Blocking YAP to help targeted lung cancer treatments work better
Characterization of YAP as a rational companion target in lung cancer
['FUNDING_R01'] · UNIVERSITY OF CALIFORNIA, SAN FRANCISCO · NIH-11243328
Testing whether blocking a protein called YAP can help targeted treatments work better for people with certain non-small cell lung cancers.
Quick facts
| Phase | ['FUNDING_R01'] |
|---|---|
| Study type | Nih_funding |
| Sex | All |
| Sponsor | UNIVERSITY OF CALIFORNIA, SAN FRANCISCO (nih funded) |
| Locations | 1 site (SAN FRANCISCO, UNITED STATES) |
| Trial ID | NIH-11243328 on ClinicalTrials.gov |
What this research studies
This project looks at why some lung cancers survive targeted drugs by entering a drug-tolerant “persister” state and focuses on a protein called YAP that seems to help those cells survive. Researchers will use laboratory and preclinical models, building on earlier findings, to track YAP activity during treatment with drugs that target EGFR, ALK, KRAS, and related pathways. The team plans to identify ways to block YAP to reduce minimal residual disease and slow or prevent the development of drug resistance. Strong lab results could lead to testing new combination approaches in future patient trials.
Who could benefit from this research
Good fit: People with non-small cell lung adenocarcinoma driven by EGFR, ALK, KRAS, or similar RTK‑RAS‑MAPK alterations—especially those starting or already on targeted therapies—would be the most likely candidates for related future trials.
Not a fit: Patients whose tumors do not rely on RTK‑RAS‑MAPK signaling or YAP, or those needing immediate standard-of-care treatments rather than experimental combinations, may not benefit from this approach.
Why it matters
Potential benefit: If successful, blocking YAP could reduce treatment resistance and delay or prevent cancer relapse for some patients on targeted therapies.
How similar studies have performed: Preclinical work, including the team's earlier studies, has shown YAP activation in drug-tolerant lung cancer cells and suggests promise, but clinical benefit in patients has not yet been proven.
Where this research is happening
SAN FRANCISCO, UNITED STATES
- UNIVERSITY OF CALIFORNIA, SAN FRANCISCO — SAN FRANCISCO, UNITED STATES (ACTIVE)
Researchers
- Principal investigator: BIVONA, TREVER G — UNIVERSITY OF CALIFORNIA, SAN FRANCISCO
- Study coordinator: BIVONA, TREVER G
About this research
- This is an active NIH-funded research project — typically early-stage science, not a clinical trial accepting patient enrollment.
- Some NIH-funded labs run parallel clinical studies or seek volunteers for related work. To check, contact the principal investigator or institution listed above.
- For full project details, budget, and progress reports, visit the official NIH RePORTER page below.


**Aim of the exercise**
Please set the lines down again exactly, from the top of the entries through the line that contains "Image is 586x302 pixels.".

**Materials provided**
******
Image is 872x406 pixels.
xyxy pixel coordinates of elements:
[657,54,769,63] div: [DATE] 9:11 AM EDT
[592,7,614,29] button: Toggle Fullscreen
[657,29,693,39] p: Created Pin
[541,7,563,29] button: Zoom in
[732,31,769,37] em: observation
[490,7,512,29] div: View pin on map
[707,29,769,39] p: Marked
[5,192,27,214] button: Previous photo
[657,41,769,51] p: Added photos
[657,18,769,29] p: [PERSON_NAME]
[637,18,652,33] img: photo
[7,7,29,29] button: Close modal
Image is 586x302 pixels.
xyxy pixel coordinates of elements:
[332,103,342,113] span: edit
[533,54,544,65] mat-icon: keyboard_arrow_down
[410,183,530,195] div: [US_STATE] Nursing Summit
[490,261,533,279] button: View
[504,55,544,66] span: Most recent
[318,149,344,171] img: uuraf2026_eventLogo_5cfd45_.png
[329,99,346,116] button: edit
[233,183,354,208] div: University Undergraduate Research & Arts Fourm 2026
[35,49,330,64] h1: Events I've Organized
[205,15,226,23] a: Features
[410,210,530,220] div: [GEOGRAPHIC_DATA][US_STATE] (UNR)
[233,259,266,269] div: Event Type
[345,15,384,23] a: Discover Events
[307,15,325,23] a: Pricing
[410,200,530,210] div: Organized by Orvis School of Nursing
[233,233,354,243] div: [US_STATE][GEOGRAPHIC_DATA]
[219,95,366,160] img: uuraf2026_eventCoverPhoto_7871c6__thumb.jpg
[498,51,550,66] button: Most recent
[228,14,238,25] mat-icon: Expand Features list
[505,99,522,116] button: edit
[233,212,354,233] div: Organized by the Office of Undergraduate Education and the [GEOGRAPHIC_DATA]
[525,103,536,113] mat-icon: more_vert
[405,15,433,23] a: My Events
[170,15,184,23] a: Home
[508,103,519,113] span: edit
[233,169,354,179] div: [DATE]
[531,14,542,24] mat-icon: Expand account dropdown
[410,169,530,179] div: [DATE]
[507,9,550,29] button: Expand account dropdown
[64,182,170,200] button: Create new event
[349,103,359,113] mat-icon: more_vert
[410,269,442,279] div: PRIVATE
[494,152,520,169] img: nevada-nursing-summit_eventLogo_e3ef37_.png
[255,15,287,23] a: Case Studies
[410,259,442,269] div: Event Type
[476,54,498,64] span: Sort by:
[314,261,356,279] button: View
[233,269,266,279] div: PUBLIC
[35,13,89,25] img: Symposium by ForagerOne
******
**Result of the exercise**
Image is 872x406 pixels.
xyxy pixel coordinates of elements:
[657,54,769,63] div: [DATE] 9:11 AM EDT
[592,7,614,29] button: Toggle Fullscreen
[657,29,693,39] p: Created Pin
[541,7,563,29] button: Zoom in
[732,31,769,37] em: observation
[490,7,512,29] div: View pin on map
[707,29,769,39] p: Marked
[5,192,27,214] button: Previous photo
[657,41,769,51] p: Added photos
[657,18,769,29] p: [PERSON_NAME]
[637,18,652,33] img: photo
[7,7,29,29] button: Close modal
Image is 586x302 pixels.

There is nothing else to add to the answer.